Culture

Bill O'Reilly's Legacy on Climate Change Is Full of Doubt

The Fox News host adopted a harmful "teach the controversy"-style in his coverage.

Bill O’Reilly, who was slated to be let go by the Fox News Channel on Wednesday in the aftermath of sexual harassment allegations by several women, also leaves behind a poor legacy regarding how he informed — or rather failed to inform — viewers of The O’Reilly Factor about climate change.

On the air since 1996, O’Reilly was a consistent ratings leader for Fox in his 8 p.m. time slot; last week in the middle of a scandal, he drew 3.7 million viewers as company after company pulled advertising from his show. The millions of people he misinformed on climate change — a scientific fact acknowledged by even Rex Tillerson, the former ExxonMobil CEO and the current Secretary of State — is breathtaking.

“Nobody can control the climate except God.”

Some of the things O’Reilly has said on the matter enter into the realm of utter outrageousness. He said on a 2011 episode of his show that “nobody can control the climate except God, so give a little extra at mass.” If that’s true, then there’s no reason for us not to accept our fate and just watch the ice keep melting?

O’Reilly has however indicated support for tax credits for clean energy businesses, an atmosphere-protecting move that would also lessen taxes on business — a GOP platform policy.

He also cautioned president Donald Trump to accept the Paris Climate Agreement but has always stopped short of actually addressing the issue directly: Climate change is both happening and is caused by human activity. His support of the Paris Agreement, after all, only existed because the agreement would “buy some goodwill overseas,” he said. “It doesn’t really amount to much anyway. Let it go.”

The Paris Climate Agreement was designed to cap the rise in global temperatures within a manageable (manageable being a relative term which here means “not as catastrophic”) threshold. Without American involvement, the deal would likely collapse, or the threshold would at least not be met because the world’s other biggest polluters — China and India — see the United States as a leader.

2002: “A disciplined 10-year plan.”

In 2002, O’Reilly said that “America needs to stop arguing over the cause of global warming and begin a disciplined 10-year plan to use fewer polluting agents, more conservation, and tons more innovation.”

But Americans clearly do need to keep talking about the cause. At the end of 2016, Pew found that most Americans still don’t acknowledge the “scientific consensus” on the matter.

Despite saying he’s in favor of less arguing, O’Reilly regularly allowed for climate change debates on his show, pitting skeptics against those who understood reality. In 2010, O’Reilly had on Bill Nye to debate the issue with meteorologist Joe Bastardi, who’s purportedly scientific stance is largely discredited by the scientific community.

Nye struggles through Bastardi’s interruptions to convey basic points about carbon dioxide and its effects on an atmosphere, and in the end, O’Reilly gives Bastardi the final word (he also had the first one, casting Nye as the underdog from the outset).

“No one knows for certain what causes climate fluctuations.”

In February 2014, O’Reilly commented that Obama was using climate change as a political tool — not an out-of-the-question tactic — to “raise his positive profile.” O’Reilly’s rebuttal to Obama’s comments on climate change went like this: “We know of no specific scientific evidence that California’s current drought is an offshoot of global warming,” O’Reilly said, before noting there was evidence the “world is getting hotter,” before inserting doubt into the whole matter: “No one knows for certain what causes climate fluctuations.” He sais this in spite of evidence that shows increased carbon dioxide traps hotter air lower in the atmosphere.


For the records below, work out the number of lines holding "text" and reply with only that.

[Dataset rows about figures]

────────────────────────────────────────

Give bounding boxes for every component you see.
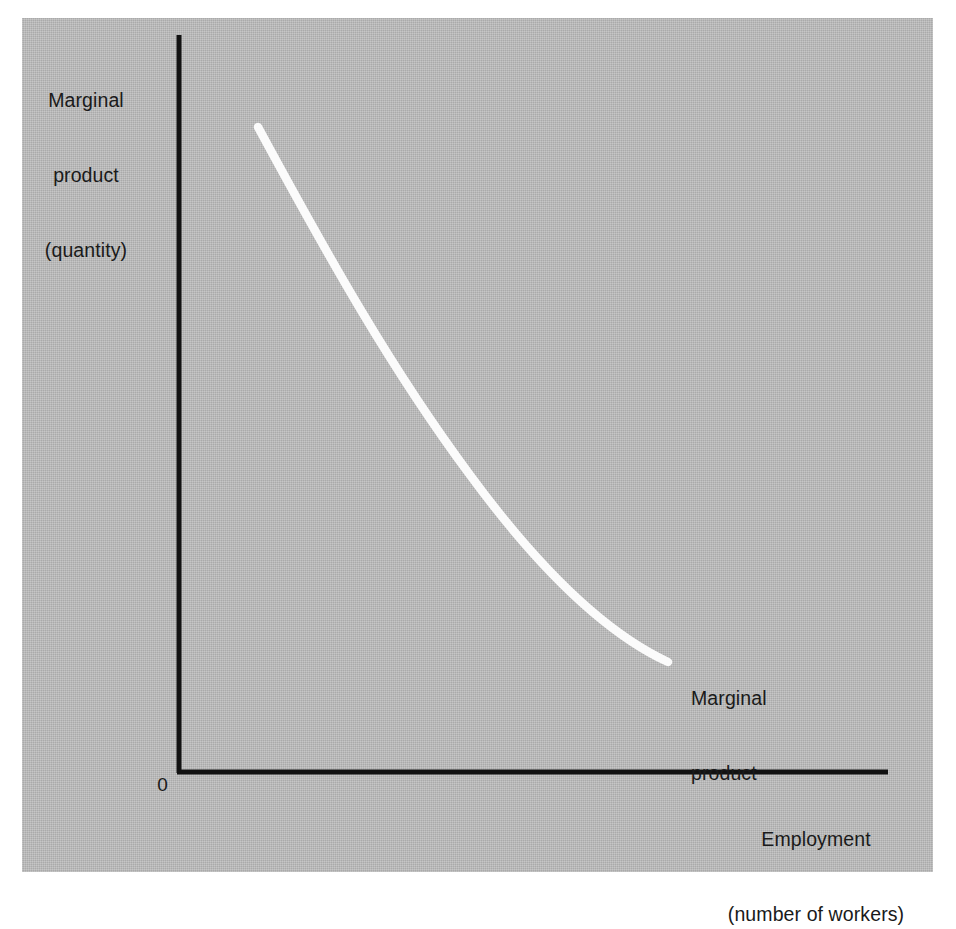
y-axis-label: Marginal product (quantity) bbox=[0, 38, 172, 288]
x-axis-label-line-1: Employment bbox=[700, 827, 932, 852]
y-axis-label-line-1: Marginal bbox=[0, 88, 172, 113]
origin-label: 0 bbox=[140, 772, 168, 797]
curve-annotation-line-1: Marginal bbox=[691, 686, 767, 711]
x-axis-label-line-2: (number of workers) bbox=[700, 902, 932, 927]
y-axis-label-line-3: (quantity) bbox=[0, 238, 172, 263]
curve-annotation: Marginal product bbox=[691, 636, 767, 811]
y-axis-label-line-2: product bbox=[0, 163, 172, 188]
curve-annotation-line-2: product bbox=[691, 761, 767, 786]
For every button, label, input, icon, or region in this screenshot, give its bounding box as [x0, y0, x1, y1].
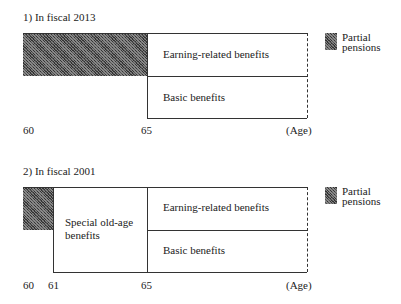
- legend-swatch: [325, 187, 337, 204]
- mid-divider: [147, 76, 307, 77]
- age-65-line: [147, 187, 148, 273]
- basic-benefits-label: Basic benefits: [163, 91, 225, 104]
- open-end-dashed-line: [307, 33, 308, 118]
- panel-title: 2) In fiscal 2001: [23, 165, 95, 177]
- age-axis-unit: (Age): [286, 124, 312, 136]
- bottom-border: [147, 118, 307, 119]
- tick-65: 65: [141, 124, 152, 136]
- partial-pensions-block: [23, 187, 53, 230]
- tick-60: 60: [23, 279, 34, 291]
- basic-benefits-label: Basic benefits: [163, 244, 225, 257]
- tick-65: 65: [141, 279, 152, 291]
- legend-label-line2: pensions: [342, 42, 381, 53]
- tick-61: 61: [48, 279, 59, 291]
- mid-divider: [147, 230, 307, 231]
- top-border: [23, 187, 307, 188]
- legend-swatch: [325, 33, 337, 50]
- bottom-border: [53, 272, 307, 273]
- earning-related-label: Earning-related benefits: [163, 48, 269, 61]
- age-61-line: [53, 187, 54, 273]
- special-old-age-label-line2: benefits: [65, 229, 100, 242]
- top-border: [23, 33, 307, 34]
- special-old-age-label-line1: Special old-age: [65, 216, 133, 229]
- open-end-dashed-line: [307, 187, 308, 272]
- legend-label-line2: pensions: [342, 196, 381, 207]
- earning-related-label: Earning-related benefits: [163, 201, 269, 214]
- tick-60: 60: [23, 124, 34, 136]
- age-axis-unit: (Age): [286, 279, 312, 291]
- partial-pensions-block: [23, 33, 147, 76]
- age-65-line: [147, 33, 148, 119]
- panel-title: 1) In fiscal 2013: [23, 11, 95, 23]
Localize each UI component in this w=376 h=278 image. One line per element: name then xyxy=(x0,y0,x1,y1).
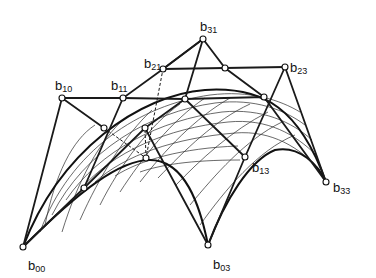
label-b33: b33 xyxy=(333,180,350,196)
control-point-b11 xyxy=(120,95,126,101)
patch-boundary xyxy=(23,90,326,247)
surface-mesh xyxy=(40,94,320,232)
control-point xyxy=(142,125,148,131)
control-point xyxy=(143,155,149,161)
label-b03: b03 xyxy=(213,257,230,273)
control-point-b00 xyxy=(20,244,26,250)
control-point-b31 xyxy=(200,36,206,42)
control-point xyxy=(81,185,87,191)
control-point-b10 xyxy=(59,95,65,101)
label-b13: b13 xyxy=(252,160,269,176)
control-point-b23 xyxy=(282,64,288,70)
label-b00: b00 xyxy=(28,258,45,274)
control-point-b33 xyxy=(323,179,329,185)
point-labels: b00 b03 b10 b11 b13 b21 b23 b31 b33 xyxy=(28,19,350,274)
control-point xyxy=(222,65,228,71)
control-point-b13 xyxy=(242,154,248,160)
control-point xyxy=(182,96,188,102)
label-b11: b11 xyxy=(111,78,128,94)
bezier-patch-diagram: b00 b03 b10 b11 b13 b21 b23 b31 b33 xyxy=(0,0,376,278)
label-b23: b23 xyxy=(290,60,307,76)
control-point xyxy=(261,94,267,100)
control-point-b03 xyxy=(205,242,211,248)
label-b31: b31 xyxy=(200,19,217,35)
control-point xyxy=(101,125,107,131)
label-b10: b10 xyxy=(55,78,72,94)
label-b21: b21 xyxy=(144,56,161,72)
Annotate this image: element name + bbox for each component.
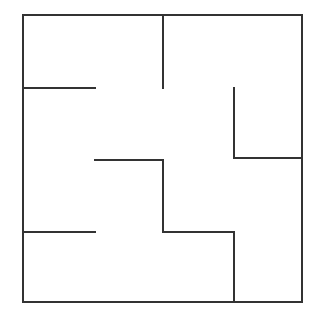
maze-walls (23, 15, 302, 302)
maze-diagram (0, 0, 315, 317)
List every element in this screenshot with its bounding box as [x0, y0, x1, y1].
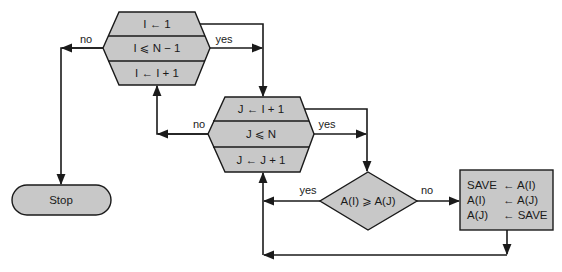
- outer-loop-hexagon[interactable]: I ← 1 I ⩽ N − 1 I ← I + 1: [103, 12, 210, 85]
- connector-inner-init-to-decision: [305, 109, 367, 171]
- connector-outer-no-to-stop: [61, 48, 103, 184]
- compare-decision-diamond[interactable]: A(I) ⩾ A(J): [320, 172, 417, 230]
- inner-loop-hexagon[interactable]: J ← I + 1 J ⩽ N J ← J + 1: [208, 97, 314, 172]
- flowchart: I ← 1 I ⩽ N − 1 I ← I + 1 no yes J ← I +…: [0, 0, 562, 272]
- inner-no-label: no: [193, 118, 205, 130]
- swap-line-1-right: ← A(I): [503, 179, 536, 191]
- decision-text: A(I) ⩾ A(J): [341, 195, 396, 207]
- inner-test-text: J ⩽ N: [246, 128, 276, 140]
- swap-line-3-left: A(J): [467, 209, 488, 221]
- stop-text: Stop: [49, 194, 73, 206]
- inner-init-text: J ← I + 1: [238, 103, 284, 115]
- outer-test-text: I ⩽ N − 1: [133, 42, 180, 54]
- decision-yes-label: yes: [299, 184, 317, 196]
- swap-line-3-right: ← SAVE: [503, 209, 548, 221]
- inner-increment-text: J ← J + 1: [237, 154, 286, 166]
- outer-no-label: no: [80, 33, 92, 45]
- outer-init-text: I ← 1: [143, 18, 170, 30]
- outer-increment-text: I ← I + 1: [135, 67, 179, 79]
- outer-yes-label: yes: [215, 33, 233, 45]
- swap-line-1-left: SAVE: [467, 179, 497, 191]
- stop-terminal[interactable]: Stop: [12, 185, 111, 215]
- swap-line-2-right: ← A(J): [503, 194, 538, 206]
- decision-no-label: no: [421, 184, 433, 196]
- swap-line-2-left: A(I): [467, 194, 486, 206]
- inner-yes-label: yes: [318, 118, 336, 130]
- swap-process-box[interactable]: SAVE ← A(I) A(I) ← A(J) A(J) ← SAVE: [460, 170, 553, 230]
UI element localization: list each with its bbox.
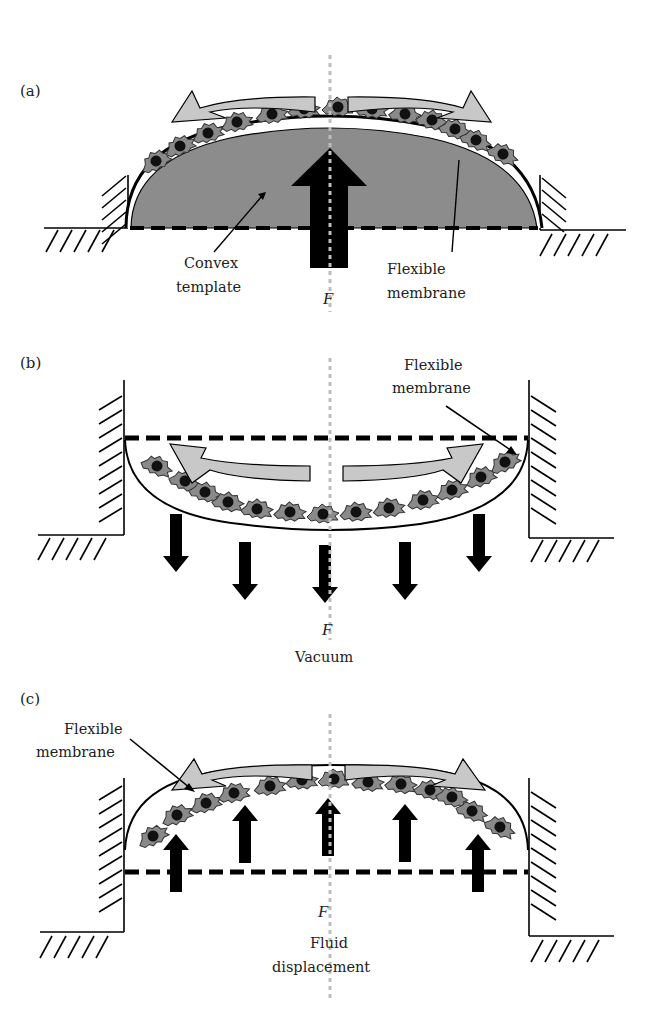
figure-canvas: (a) [0, 0, 647, 1024]
panel-b: (b) [20, 354, 614, 665]
panel-label-b: (b) [20, 354, 41, 372]
membrane-label-b-line2: membrane [392, 380, 471, 396]
fluid-label-line2: displacement [272, 959, 370, 975]
wall-hatch-left-c [40, 778, 124, 958]
force-label-c: F [317, 902, 329, 921]
force-arrows-down-b [163, 514, 492, 603]
wall-hatch-right-c [529, 778, 614, 962]
panel-c: (c) [20, 690, 614, 1000]
template-label-line2: template [176, 279, 241, 295]
fluid-label-line1: Fluid [310, 935, 348, 951]
membrane-label-b-line1: Flexible [404, 357, 463, 373]
vacuum-label: Vacuum [294, 649, 354, 665]
panel-label-c: (c) [20, 690, 40, 708]
flow-arrow-right-b [343, 444, 483, 483]
flow-arrow-left-b [170, 444, 310, 483]
force-label-a: F [322, 289, 334, 308]
wall-hatch-left-b [38, 380, 124, 560]
membrane-label-a-line2: membrane [387, 285, 466, 301]
panel-a: (a) [20, 55, 626, 312]
ground-hatch-right [540, 175, 626, 256]
membrane-label-c-line2: membrane [36, 744, 115, 760]
membrane-label-c-line1: Flexible [64, 721, 123, 737]
force-label-b: F [321, 620, 333, 639]
membrane-label-a-line1: Flexible [387, 261, 446, 277]
membrane-pointer-c [130, 739, 190, 788]
template-label-line1: Convex [184, 255, 238, 271]
wall-hatch-right-b [529, 380, 614, 562]
force-arrows-up-c [163, 798, 491, 892]
panel-label-a: (a) [20, 82, 41, 100]
ground-hatch-left [44, 175, 128, 252]
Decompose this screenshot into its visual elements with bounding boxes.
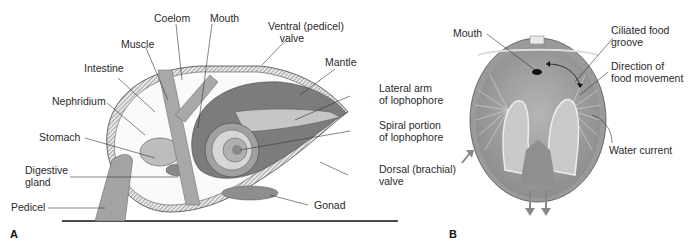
label-dorsal-valve: Dorsal (brachial) valve [379, 163, 456, 187]
panel-a-illustration [62, 66, 398, 221]
label-lateral-arm: Lateral arm of lophophore [379, 82, 443, 106]
label-mantle: Mantle [325, 56, 357, 68]
label-direction-food: Direction of food movement [611, 60, 683, 84]
label-ciliated-groove: Ciliated food groove [611, 24, 669, 48]
label-gonad: Gonad [314, 199, 346, 211]
label-digestive-gland: Digestive gland [25, 164, 68, 188]
label-stomach: Stomach [39, 131, 80, 143]
label-ventral-valve: Ventral (pedicel) valve [268, 20, 344, 44]
label-intestine: Intestine [84, 62, 124, 74]
label-mouth-a: Mouth [210, 12, 239, 24]
panel-letter-a: A [10, 228, 18, 240]
label-pedicel: Pedicel [11, 201, 45, 213]
label-water-current: Water current [609, 144, 672, 156]
brachiopod-diagram [0, 0, 695, 247]
label-mouth-b: Mouth [453, 27, 482, 39]
label-muscle: Muscle [121, 38, 154, 50]
panel-letter-b: B [449, 228, 457, 240]
label-spiral-portion: Spiral portion of lophophore [379, 119, 443, 143]
panel-b-illustration [462, 36, 606, 216]
label-coelom: Coelom [154, 12, 190, 24]
label-nephridium: Nephridium [52, 95, 106, 107]
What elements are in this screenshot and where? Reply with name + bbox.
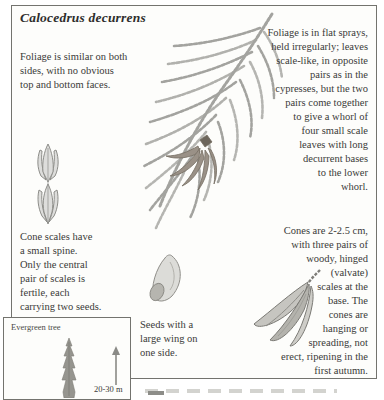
annotation-cone-scales: Cone scales have a small spine. Only the… [20, 230, 140, 314]
shoot-whorl-illustration [26, 142, 70, 226]
species-title: Calocedrus decurrens [20, 10, 146, 26]
cut-off-text-fragment [145, 389, 337, 393]
winged-seed-illustration [142, 252, 188, 306]
height-arrow-icon [106, 344, 126, 386]
habit-box: Evergreen tree 20-30 m [3, 317, 131, 400]
cut-off-text-fragment [148, 391, 164, 395]
annotation-cones: Cones are 2-2.5 cm, with three pairs of … [216, 224, 368, 378]
annotation-foliage-faces: Foliage is similar on both sides, with n… [20, 50, 152, 92]
height-range-label: 20-30 m [94, 384, 123, 394]
annotation-foliage-sprays: Foliage is in flat sprays, held irregula… [216, 26, 368, 194]
evergreen-tree-silhouette [44, 336, 94, 398]
habit-label: Evergreen tree [11, 322, 61, 332]
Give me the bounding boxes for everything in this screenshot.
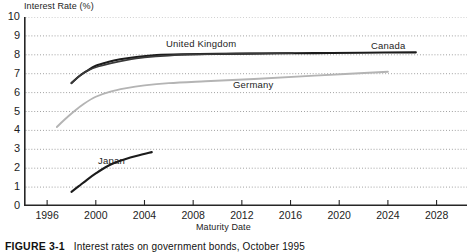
x-tick-2000: 2000 xyxy=(76,210,116,221)
y-tick-10: 10 xyxy=(0,11,20,22)
x-tick-2020: 2020 xyxy=(319,210,359,221)
x-tick-2028: 2028 xyxy=(417,210,457,221)
x-axis-ticks xyxy=(47,200,436,205)
series-label-canada: Canada xyxy=(371,40,405,51)
x-tick-2008: 2008 xyxy=(173,210,213,221)
y-tick-0: 0 xyxy=(0,200,20,211)
x-tick-1996: 1996 xyxy=(27,210,67,221)
series-label-united-kingdom: United Kingdom xyxy=(166,38,236,49)
series-line-germany xyxy=(57,72,388,127)
y-tick-1: 1 xyxy=(0,181,20,192)
y-tick-3: 3 xyxy=(0,143,20,154)
y-axis-title: Interest Rate (%) xyxy=(24,1,94,11)
y-tick-5: 5 xyxy=(0,106,20,117)
x-tick-2016: 2016 xyxy=(271,210,311,221)
series-lines xyxy=(57,52,416,191)
x-tick-2004: 2004 xyxy=(124,210,164,221)
x-tick-2012: 2012 xyxy=(222,210,262,221)
y-tick-7: 7 xyxy=(0,68,20,79)
y-tick-4: 4 xyxy=(0,124,20,135)
figure-number: FIGURE 3-1 xyxy=(5,240,65,252)
series-label-japan: Japan xyxy=(98,155,125,166)
x-axis-title: Maturity Date xyxy=(196,222,251,232)
y-tick-6: 6 xyxy=(0,87,20,98)
x-tick-2024: 2024 xyxy=(368,210,408,221)
series-label-germany: Germany xyxy=(233,79,273,90)
figure-caption-text: Interest rates on government bonds, Octo… xyxy=(74,241,305,252)
y-tick-9: 9 xyxy=(0,30,20,41)
y-tick-8: 8 xyxy=(0,49,20,60)
figure-caption: FIGURE 3-1Interest rates on government b… xyxy=(5,240,473,252)
y-tick-2: 2 xyxy=(0,162,20,173)
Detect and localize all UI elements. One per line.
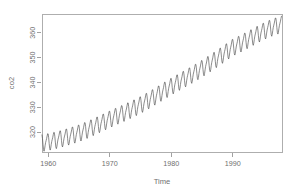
x-tick-label: 1990 <box>225 159 241 168</box>
co2-line-chart: 1960197019801990 320330340350360 Time co… <box>0 0 297 195</box>
x-axis-title: Time <box>154 177 171 186</box>
y-tick-label: 350 <box>28 52 37 64</box>
y-tick-label: 320 <box>28 126 37 138</box>
x-tick-label: 1970 <box>102 159 118 168</box>
y-tick-label: 340 <box>28 76 37 88</box>
chart-container: 1960197019801990 320330340350360 Time co… <box>0 0 297 195</box>
y-tick-label: 360 <box>28 27 37 39</box>
x-tick-label: 1960 <box>40 159 56 168</box>
x-tick-label: 1980 <box>163 159 179 168</box>
y-axis-title: co2 <box>7 77 16 89</box>
y-tick-label: 330 <box>28 101 37 113</box>
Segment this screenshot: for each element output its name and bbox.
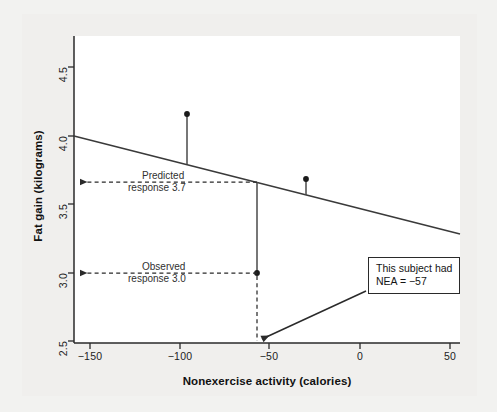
data-points: [184, 111, 309, 276]
x-tick-label: −50: [239, 350, 299, 362]
x-axis-title: Nonexercise activity (calories): [74, 375, 460, 387]
y-tick-label: 4.0: [57, 136, 69, 176]
y-tick-label: 3.0: [57, 273, 69, 313]
predicted-annotation-line2: response 3.7: [128, 182, 186, 194]
subject-callout-box: This subject had NEA = −57: [368, 257, 460, 294]
y-tick-label: 2.5: [57, 341, 69, 381]
observed-annotation-line1: Observed: [128, 261, 186, 273]
figure-container: −150 −100 −50 0 50 4.5 4.0 3.5 3.0 2.5 N…: [0, 0, 497, 412]
x-tick-label: 50: [420, 350, 480, 362]
callout-leader-arrow: [262, 291, 366, 339]
y-tick-label: 3.5: [57, 204, 69, 244]
x-tick-label: −100: [150, 350, 210, 362]
observed-response-annotation: Observed response 3.0: [128, 261, 186, 284]
x-tick-label: 0: [330, 350, 390, 362]
callout-line2: NEA = −57: [376, 275, 452, 288]
callout-line1: This subject had: [376, 262, 452, 275]
residual-lines: [187, 115, 306, 273]
y-axis-title: Fat gain (kilograms): [32, 86, 44, 286]
data-point: [184, 111, 190, 117]
y-tick-label: 4.5: [57, 67, 69, 107]
x-tick-label: −150: [60, 350, 120, 362]
data-point: [303, 176, 309, 182]
predicted-response-annotation: Predicted response 3.7: [128, 170, 186, 193]
x-axis-ticks: [90, 343, 450, 349]
observed-annotation-line2: response 3.0: [128, 273, 186, 285]
predicted-annotation-line1: Predicted: [128, 170, 186, 182]
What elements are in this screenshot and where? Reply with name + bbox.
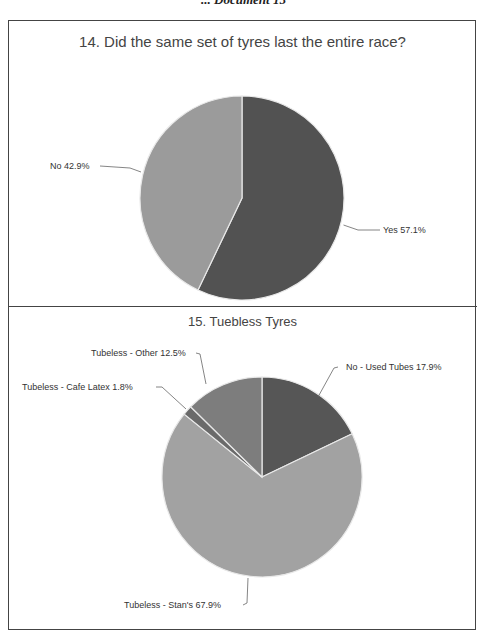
label-no-used-tubes: No - Used Tubes 17.9% (346, 362, 442, 372)
label-no: No 42.9% (50, 161, 90, 171)
label-tubeless-other: Tubeless - Other 12.5% (91, 348, 186, 358)
leader-line-other (196, 353, 206, 384)
label-tubeless-stans: Tubeless - Stan's 67.9% (124, 600, 221, 610)
leader-line-no-used-tubes (318, 367, 338, 397)
leader-line-yes (344, 225, 381, 230)
label-tubeless-cafe-latex: Tubeless - Cafe Latex 1.8% (22, 382, 133, 392)
leader-line-stans (243, 578, 248, 605)
leader-line-no (100, 166, 141, 172)
chart-1-pie (100, 96, 380, 300)
leader-line-cafe-latex (156, 387, 186, 409)
chart-2-pie (156, 353, 362, 605)
label-yes: Yes 57.1% (383, 225, 426, 235)
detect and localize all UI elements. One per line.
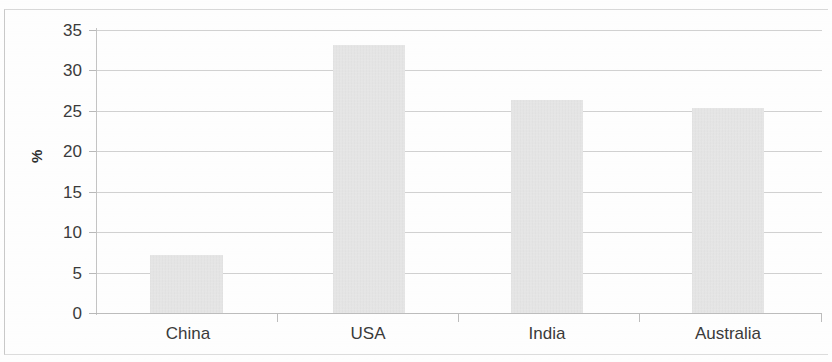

────────────────────────────────────────

■ Solution to the exercise ■
11